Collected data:
┌────────
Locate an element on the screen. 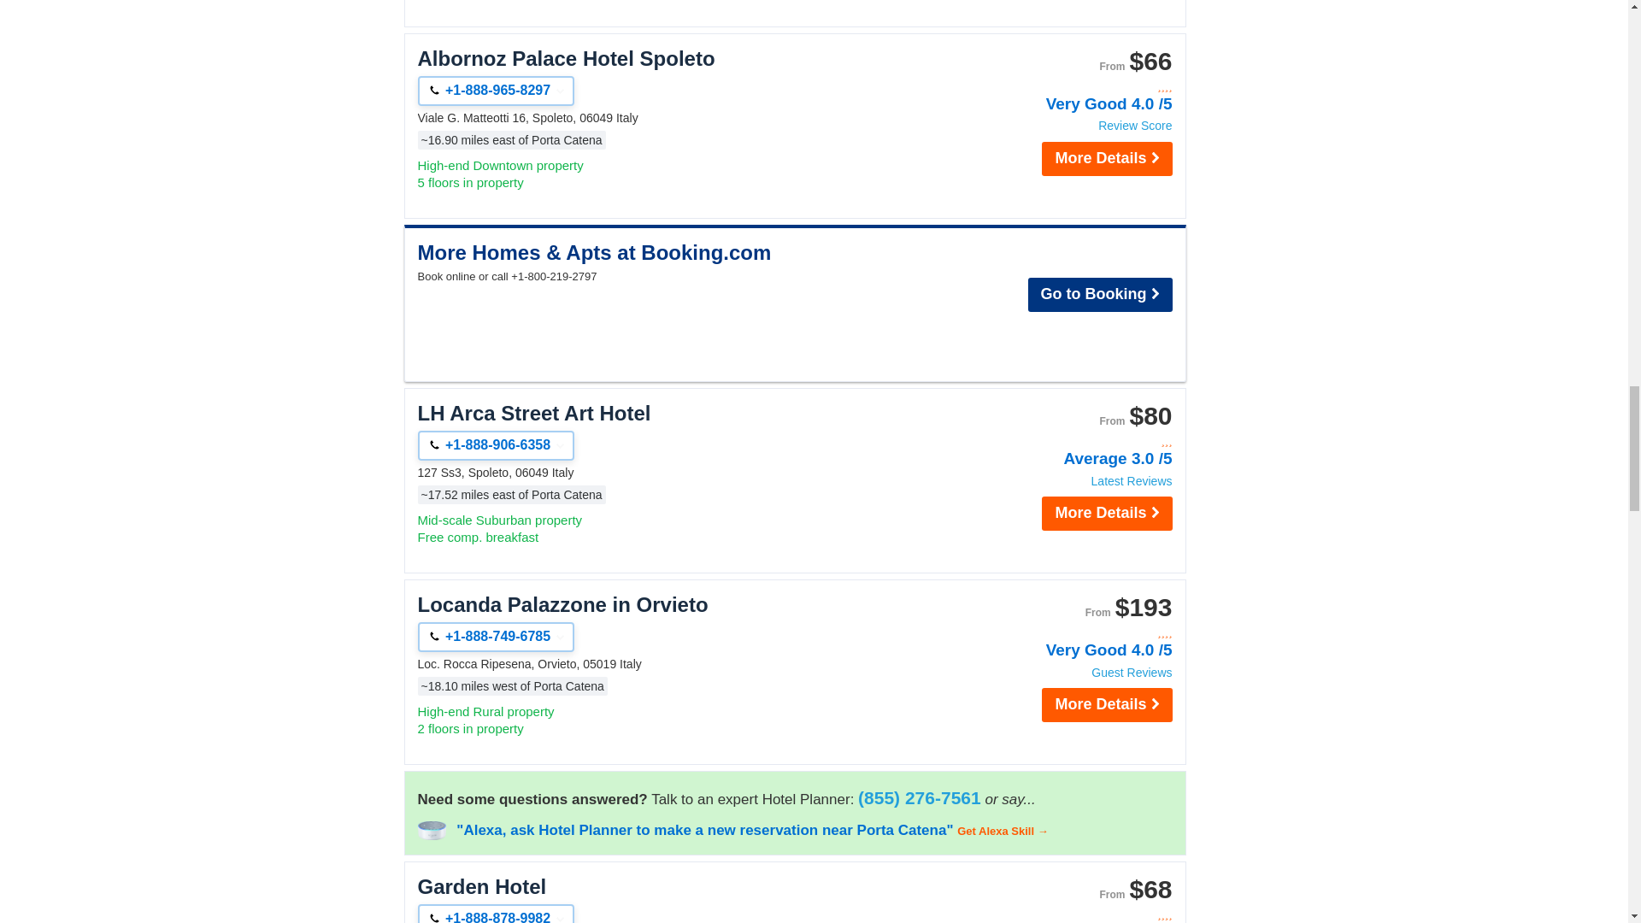 Image resolution: width=1641 pixels, height=923 pixels. 4 stars is located at coordinates (1080, 86).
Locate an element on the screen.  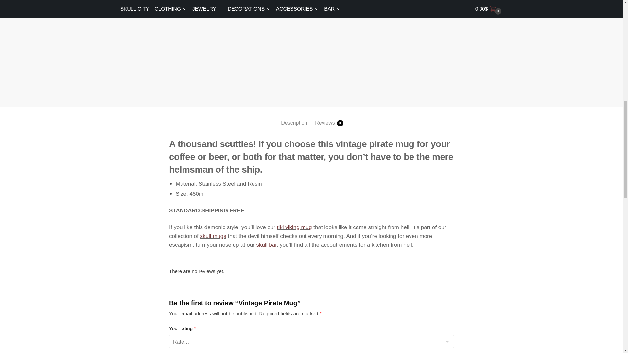
skull mugs is located at coordinates (213, 236).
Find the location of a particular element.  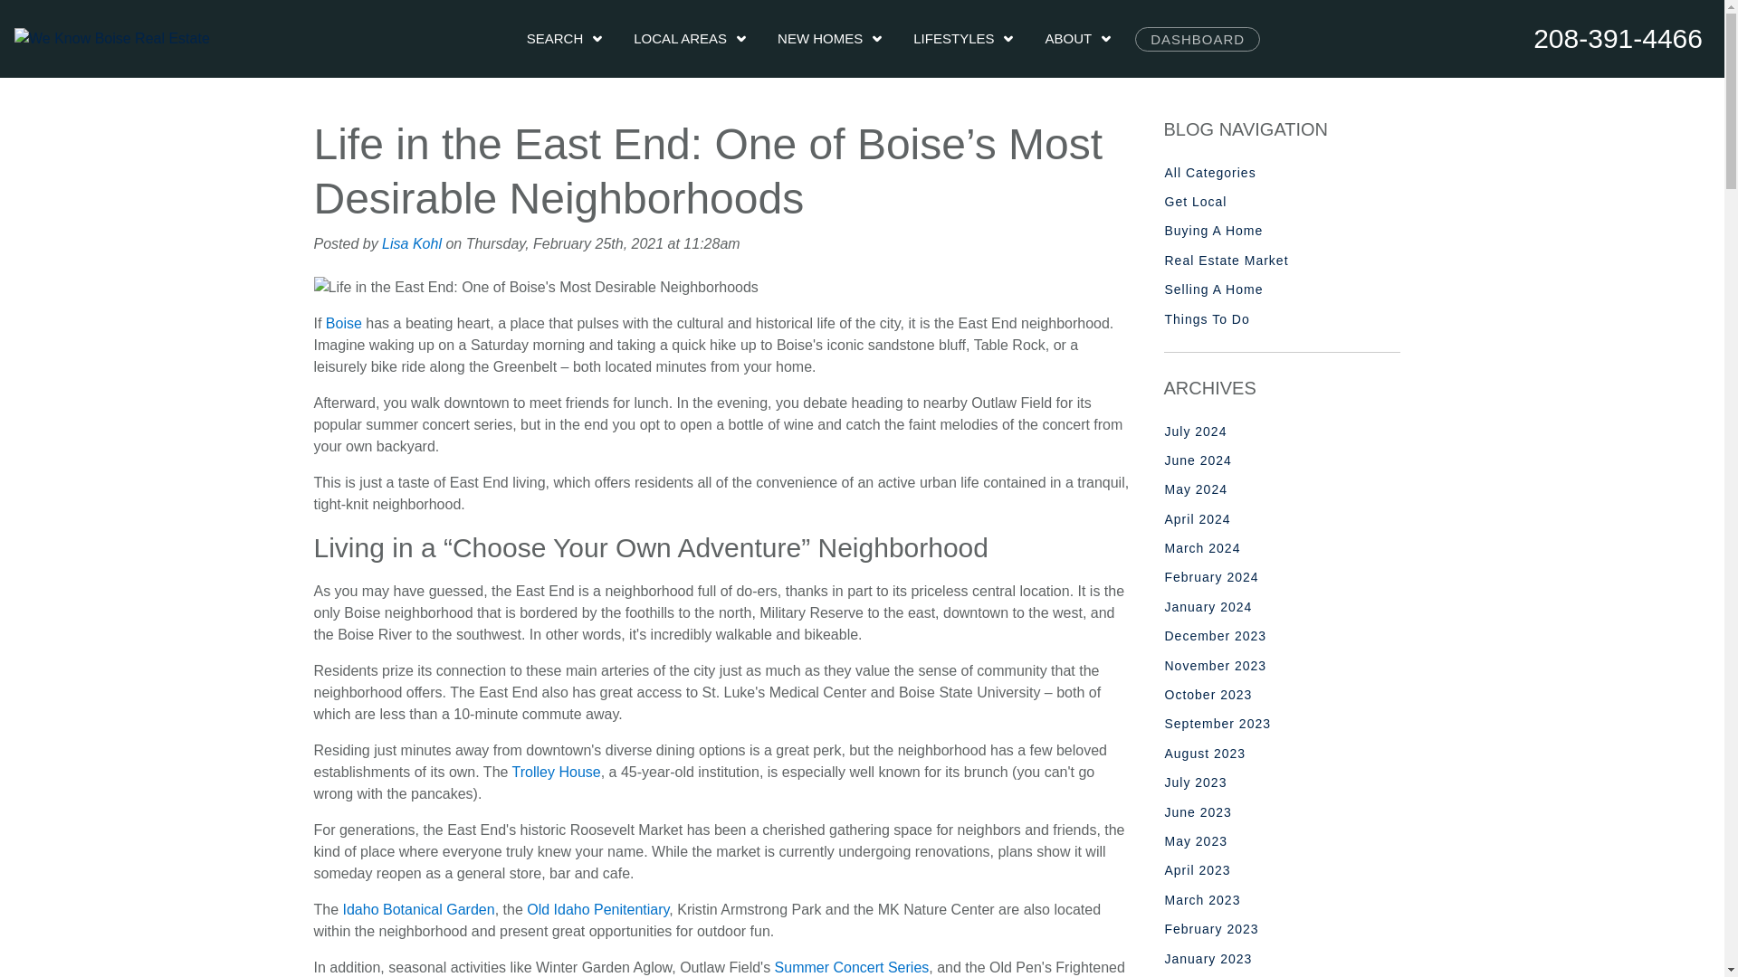

Opens and Closes My Account is located at coordinates (1196, 40).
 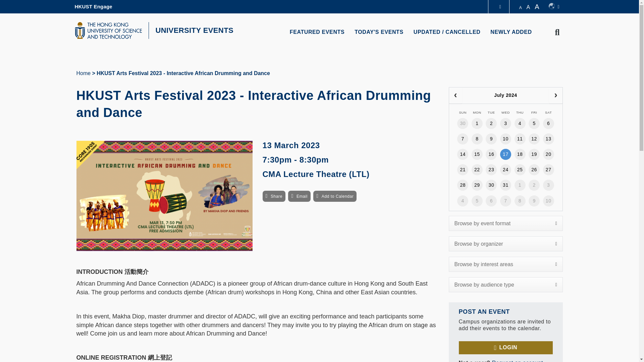 What do you see at coordinates (557, 33) in the screenshot?
I see `Search` at bounding box center [557, 33].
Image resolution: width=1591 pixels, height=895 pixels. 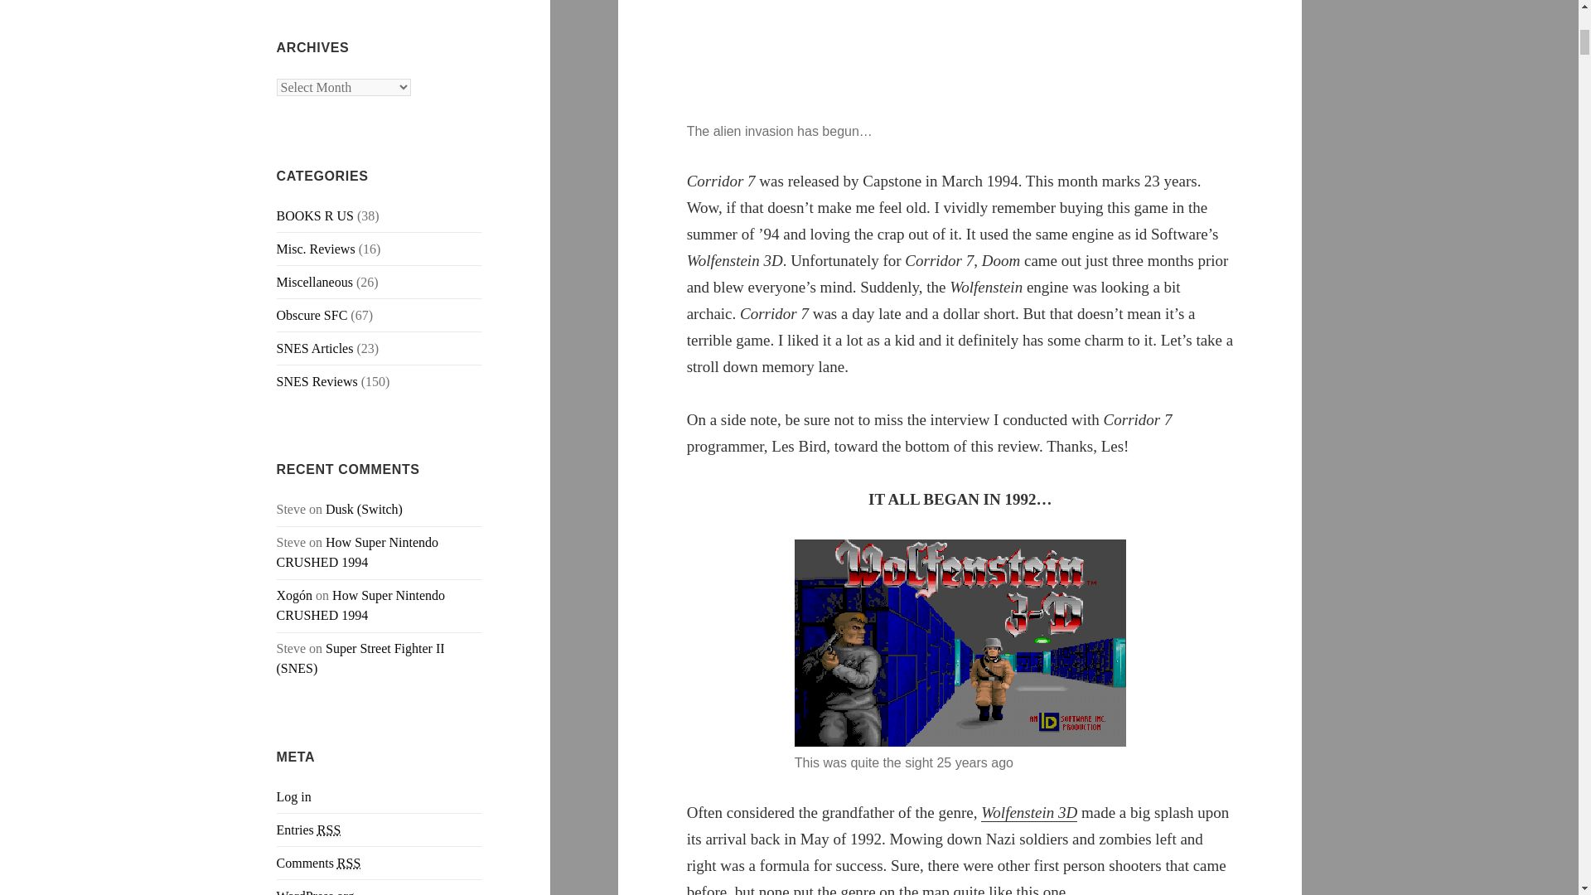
└────────
## TASK
The lines wanted are those from the one with "Find the location of a particular element." to the end of the entries above, repeated exactly, both ends included. Leave out the pictures.

## TASK RESPONSE
Find the location of a particular element.  

Opens and Closes My Account is located at coordinates (1196, 40).
  What do you see at coordinates (557, 33) in the screenshot?
I see `Search` at bounding box center [557, 33].
Image resolution: width=1591 pixels, height=895 pixels. 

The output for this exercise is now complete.